Rodrigo Saez on Robotics, Innovation, and the Future of Smart Farming
My passion for robotics began when I was 12. I took apart an old AM radio and turned it into an alarm system connected to my Atari 800XL (home computer). It was a small experiment, but it changed everything. It sparked a lifelong fascination with how machines can extend human capability.
As an engineer, I’ve always been drawn to solving problems that matter. Early in my career, I developed the country of Chile’s first road and route map using DGPS systems, two years before Google Maps came along. Later, I joined Independent Driving Systems in Texas, where I helped robotize and automate over 300 vehicles, restoring mobility for disabled individuals and veterans. I also contributed to the U.S. Department of Defense’s Unmanned Convoys Project, now known as Automating Army Convoys.
Today, I’m proud to be part of Stout as a Senior Robotics Engineer. In just over a year, I’ve had the opportunity to work with a team that’s as passionate and curious as I am. What drew me to Stout was the unique blend of mechanical precision, artificial intelligence, and a culture of relentless innovation. Every day, we’re pushing boundaries, whether it’s building digital crops with LED arrays to simulate real field conditions or developing vision programs that analyze color and assess plant health. At Stout, robotics and AI are our paintbrushes, and the field is our canvas.
When it comes to agricultural robotics, precision is everything. Our Smart Cultivator integrates LiDAR, computer vision, and GPS geo-referencing to operate with millimeter-level accuracy. These systems collect and process real-time data that feeds our AI, ensuring every movement is deliberate and efficient. While developing our Smart Rate Fertilizer (SRF) system, we built custom mass flow sensors, high-frequency pressure monitors, and laminar flow velocity sensors, tools that didn’t exist until we created them. That’s the Stout philosophy: if it doesn’t exist, we invent it.

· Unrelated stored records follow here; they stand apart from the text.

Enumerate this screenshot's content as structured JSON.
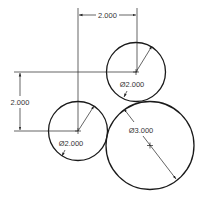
{
  "drawing": {
    "title": "Three tangent circles with dimensions",
    "colors": {
      "line": "#1a1a1a",
      "thin": "#222222",
      "text": "#333333",
      "background": "#ffffff"
    },
    "dimensions": {
      "horizontal": {
        "label": "2.000"
      },
      "vertical": {
        "label": "2.000"
      }
    },
    "circles": [
      {
        "id": "upper",
        "diameter_label": "Ø2.000"
      },
      {
        "id": "lower-left",
        "diameter_label": "Ø2.000"
      },
      {
        "id": "large",
        "diameter_label": "Ø3.000"
      }
    ]
  }
}
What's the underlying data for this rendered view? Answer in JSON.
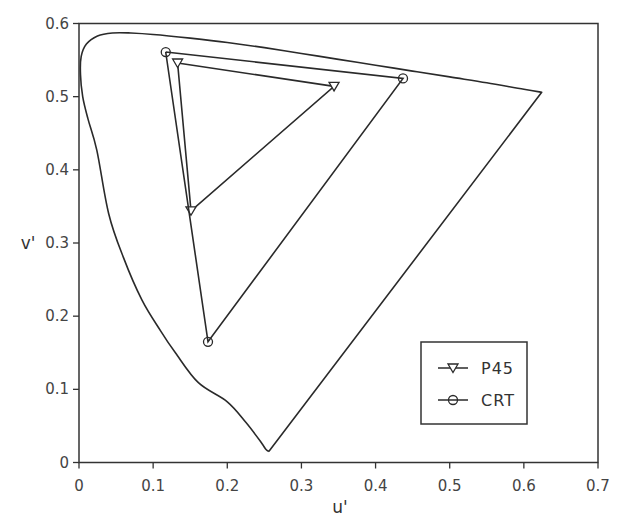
{
  "chart_data": {
    "type": "line",
    "title": "",
    "xlabel": "u'",
    "ylabel": "v'",
    "xlim": [
      0,
      0.7
    ],
    "ylim": [
      0,
      0.6
    ],
    "xticks": [
      0,
      0.1,
      0.2,
      0.3,
      0.4,
      0.5,
      0.6,
      0.7
    ],
    "yticks": [
      0,
      0.1,
      0.2,
      0.3,
      0.4,
      0.5,
      0.6
    ],
    "xtick_labels": [
      "0",
      "0.1",
      "0.2",
      "0.3",
      "0.4",
      "0.5",
      "0.6",
      "0.7"
    ],
    "ytick_labels": [
      "0",
      "0.1",
      "0.2",
      "0.3",
      "0.4",
      "0.5",
      "0.6"
    ],
    "grid": false,
    "legend_position": "lower right",
    "spectral_locus": {
      "name": "Spectral locus",
      "u": [
        0.256,
        0.252,
        0.246,
        0.225,
        0.2,
        0.161,
        0.13,
        0.11,
        0.085,
        0.06,
        0.04,
        0.024,
        0.012,
        0.005,
        0.002,
        0.003,
        0.01,
        0.025,
        0.045,
        0.07,
        0.1,
        0.15,
        0.2,
        0.25,
        0.3,
        0.35,
        0.4,
        0.45,
        0.5,
        0.55,
        0.6,
        0.624,
        0.256
      ],
      "v": [
        0.015,
        0.018,
        0.027,
        0.055,
        0.083,
        0.109,
        0.15,
        0.18,
        0.222,
        0.28,
        0.34,
        0.427,
        0.47,
        0.5,
        0.53,
        0.555,
        0.572,
        0.583,
        0.587,
        0.587,
        0.585,
        0.58,
        0.574,
        0.567,
        0.559,
        0.551,
        0.543,
        0.535,
        0.527,
        0.519,
        0.51,
        0.506,
        0.015
      ]
    },
    "series": [
      {
        "name": "P45",
        "marker": "triangle-down",
        "u": [
          0.133,
          0.344,
          0.151,
          0.133
        ],
        "v": [
          0.546,
          0.514,
          0.344,
          0.546
        ]
      },
      {
        "name": "CRT",
        "marker": "circle",
        "u": [
          0.117,
          0.437,
          0.174,
          0.117
        ],
        "v": [
          0.561,
          0.525,
          0.165,
          0.561
        ]
      }
    ]
  },
  "legend": {
    "items": [
      {
        "label": "P45",
        "marker": "triangle-down"
      },
      {
        "label": "CRT",
        "marker": "circle"
      }
    ]
  },
  "colors": {
    "line": "#2a2a2a",
    "axis": "#333333",
    "background": "#ffffff"
  }
}
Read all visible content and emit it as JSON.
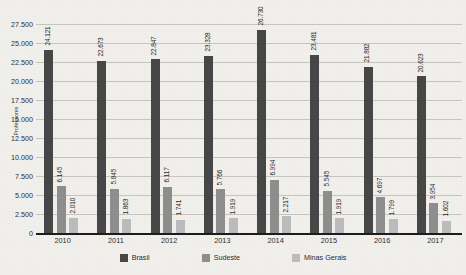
{
  "chart_data": {
    "type": "bar",
    "title": "",
    "subtitle": "",
    "xlabel": "",
    "ylabel": "Professores",
    "ylim": [
      0,
      27500
    ],
    "ytick_step": 2500,
    "ytick_labels": [
      "27.500",
      "25.000",
      "22.500",
      "20.000",
      "17.500",
      "15.000",
      "12.500",
      "10.000",
      "7.500",
      "5.000",
      "2.500",
      "0"
    ],
    "ytick_values": [
      27500,
      25000,
      22500,
      20000,
      17500,
      15000,
      12500,
      10000,
      7500,
      5000,
      2500,
      0
    ],
    "grid": true,
    "legend_position": "bottom",
    "categories": [
      "2010",
      "2011",
      "2012",
      "2013",
      "2014",
      "2015",
      "2016",
      "2017"
    ],
    "series": [
      {
        "name": "Brasil",
        "color": "#474747",
        "values": [
          24121,
          22673,
          22847,
          23328,
          26730,
          23481,
          21882,
          20623
        ],
        "labels": [
          "24.121",
          "22.673",
          "22.847",
          "23.328",
          "26.730",
          "23.481",
          "21.882",
          "20.623"
        ]
      },
      {
        "name": "Sudeste",
        "color": "#8f8f8f",
        "values": [
          6145,
          5845,
          6117,
          5766,
          6994,
          5545,
          4697,
          3954
        ],
        "labels": [
          "6.145",
          "5.845",
          "6.117",
          "5.766",
          "6.994",
          "5.545",
          "4.697",
          "3.954"
        ]
      },
      {
        "name": "Minas Gerais",
        "color": "#bdbdbd",
        "values": [
          2010,
          1863,
          1741,
          1919,
          2217,
          1919,
          1799,
          1602
        ],
        "labels": [
          "2.010",
          "1.863",
          "1.741",
          "1.919",
          "2.217",
          "1.919",
          "1.799",
          "1.602"
        ]
      }
    ]
  }
}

One of my favorite projects was also one of the simplest. I designed a simulator using LEDs to replicate the motion of a lettuce field. It saved us countless hours in field testing and reminded me that creativity can be just as powerful as complexity.

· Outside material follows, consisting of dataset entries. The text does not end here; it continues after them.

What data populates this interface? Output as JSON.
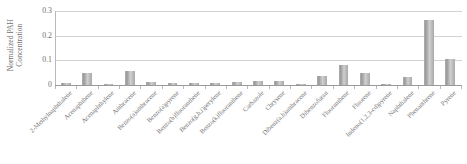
{
  "chart_data": {
    "type": "bar",
    "title": "",
    "xlabel": "",
    "ylabel": "Normalized PAH Concentration",
    "ylabel_lines": [
      "Normalized PAH",
      "Concentration"
    ],
    "ylim": [
      0,
      0.3
    ],
    "ytick_labels": [
      "0.3",
      "0.2",
      "0.1",
      "0"
    ],
    "ytick_values": [
      0.3,
      0.2,
      0.1,
      0
    ],
    "grid": true,
    "legend": "none",
    "bar_color": "#a9a9a9",
    "categories": [
      "2-Methylnaphthalene",
      "Acenaphthene",
      "Acenaphthylene",
      "Anthracene",
      "Benzo(a)anthracene",
      "Benzo(a)pyrene",
      "Benzo(b)fluoranthene",
      "Benzo(g,h,i)perylene",
      "Benzo(k)fluoranthene",
      "Carbazole",
      "Chrysene",
      "Dibenz(a,h)anthracene",
      "Dibenzofuran",
      "Fluoranthene",
      "Fluorene",
      "Indeno(1,2,3-cd)pyrene",
      "Naphthalene",
      "Phenanthrene",
      "Pyrene"
    ],
    "values": [
      0.01,
      0.047,
      0.003,
      0.057,
      0.014,
      0.007,
      0.008,
      0.009,
      0.012,
      0.017,
      0.015,
      0.001,
      0.035,
      0.08,
      0.05,
      0.004,
      0.032,
      0.265,
      0.105
    ]
  }
}
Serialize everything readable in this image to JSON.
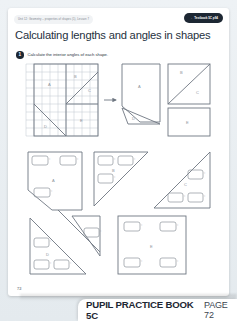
{
  "slide": {
    "breadcrumb": "Unit 12: Geometry – properties of shapes (1), Lesson 7",
    "badge_label": "Textbook 5C p94",
    "badge_arrow": "→",
    "title": "Calculating lengths and angles in shapes",
    "question_number": "1",
    "question_text": "Calculate the interior angles of each shape.",
    "page_number": "72",
    "footer": {
      "book": "PUPIL PRACTICE BOOK 5C",
      "page": "PAGE 72"
    },
    "colors": {
      "page_bg": "#ffffff",
      "slide_bg": "#e9eef1",
      "badge_bg": "#1d2733",
      "grid_line": "#b9c2cb",
      "shape_line": "#6e7681",
      "label_text": "#8d949b"
    }
  },
  "diagram": {
    "grid": {
      "cols": 9,
      "rows": 9,
      "region_labels": [
        "A",
        "B",
        "C",
        "D",
        "E"
      ],
      "arrow": "→"
    },
    "exploded_labels": [
      "A",
      "B",
      "C",
      "D",
      "E"
    ]
  },
  "answer_shapes": [
    {
      "label": "A",
      "type": "pentagon",
      "boxes": 3,
      "degree": "°"
    },
    {
      "label": "B",
      "type": "right-triangle",
      "boxes": 3,
      "degree": "°"
    },
    {
      "label": "C",
      "type": "right-triangle",
      "boxes": 3,
      "degree": "°"
    },
    {
      "label": "D",
      "type": "right-triangle",
      "boxes": 3,
      "degree": "°"
    },
    {
      "label": "E",
      "type": "square",
      "boxes": 4,
      "degree": "°"
    }
  ]
}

To me, robotics is all about connection, how sensors, processors, and control loops communicate, much like our nervous system connects to our brain. A system can only move and “think” correctly when those control loops are perfectly tuned.
Agriculture presents unique challenges for robotics. No two fields are the same. Soil texture, light, and weather are constantly changing. Our machines need to adapt just like humans do. What excites me most about the next decade is how far we’ll take that adaptability. Artificial Intelligence has only recently become mainstream, and the next leap, Artificial General Intelligence (AGI), could arrive as soon as 2026 or 2027. That shift could revolutionize agriculture, enabling autonomous swarms of self-sustaining machines to manage fields without human intervention.
Even today, robotics plays a bigger role in farming than most people realize. Data once used on Wall Street is now being applied to agriculture through metadata analysis. At Stout, our cameras and sensors process billions of data points to track everything from plant health to yield projections. We’re turning raw information into actionable insights that help growers make faster, smarter decisions.
Robotics and AI are just tools. It’s your imagination that gives them purpose. Agriculture still has countless problems to solve, and it will take bold, creative minds to do it. The fusion of robotics, AI, and human ingenuity will define the next era of farming, and I’m honored to be part of that journey.